After the Armistice, there were also tens of thousands of Armenian refugees in Iraq. The last survivors of the caravans of deportees driven into these regions, they had managed, by various expedients, to withstand the harsh conditions of the Mesopotamian desert. At war’s end, cities such as Mosul, greater Baghdad, and Basra were overflowing with Armenian refugees.

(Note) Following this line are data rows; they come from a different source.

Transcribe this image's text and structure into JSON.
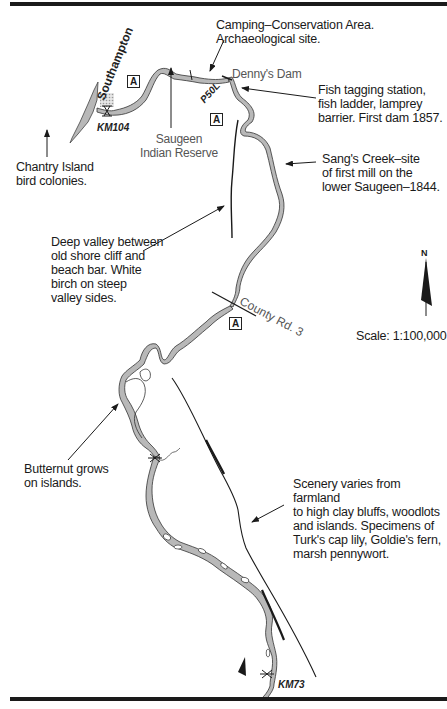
{
  "map": {
    "scale": "Scale: 1:100,000",
    "north_label": "N",
    "town": "Southampton",
    "access_symbol": "A",
    "km_markers": [
      "KM104",
      "KM73"
    ],
    "portage_label": "P50L",
    "road_label": "County Rd. 3",
    "place_labels": {
      "dennys_dam": "Denny's Dam",
      "saugeen": "Saugeen\nIndian Reserve"
    },
    "annotations": [
      {
        "id": "camping",
        "text": "Camping–Conservation Area.\n      Archaeological site."
      },
      {
        "id": "fish",
        "text": "Fish tagging station,\nfish ladder, lamprey\nbarrier. First dam 1857."
      },
      {
        "id": "chantry",
        "text": "Chantry Island\nbird colonies."
      },
      {
        "id": "sangs",
        "text": "Sang's Creek–site\nof first mill on the\nlower Saugeen–1844."
      },
      {
        "id": "valley",
        "text": "Deep valley between\nold shore cliff and\nbeach bar. White\nbirch on steep\nvalley sides."
      },
      {
        "id": "butternut",
        "text": "Butternut grows\non islands."
      },
      {
        "id": "scenery",
        "text": "Scenery varies from farmland\nto high clay bluffs, woodlots\nand islands. Specimens of\nTurk's cap lily, Goldie's fern,\nmarsh pennywort."
      }
    ],
    "colors": {
      "river_fill": "#b8b8b8",
      "ink": "#1a1a1a",
      "town_hatch": "#c8c8c8"
    }
  }
}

In January 1919, there were more than four thousand deportees in Mosul; another six thousand had found refuge in the surrounding villages. A number of khans in the city had been converted into shelters for the genocide survivors. The refugees’ plight had been made still more desperate by the appalling violence that accompanied the arrival of the Fourth Ottoman Army in the area commanded by General Halil (Kut), Enver’s uncle. Halil Pasha, who had already carried out brutal massacres in Persian Azerbaijan and the Bitlis vilayet, found it hard to accept the idea that several thousand Armenians who had been sent to this area had managed not to die. He accordingly waged a second extermination campaign in an area stretching from Mosul to Basra, and significantly reduced their numbers. Bishop Seropian, who had been named the prelate of Baghdad, dispatched an alarming report from Mosul in January 1919 on the condition of the surviving Armenians. Among the eleven hundred inhabitants of the city who had contracted venereal diseases in 1918, eight hundred were Armenian. Furthermore, the chief physician of the municipal health department reported that one hundred of ... Read all

Humanitarian Work in Iraq

Deportees in the Mesopotamian deserts. Left to right: Misak Sarkisian, Hagop Mikayelian, and Garabed Kevorkian (Coll. Bibl. Nubar/Paris).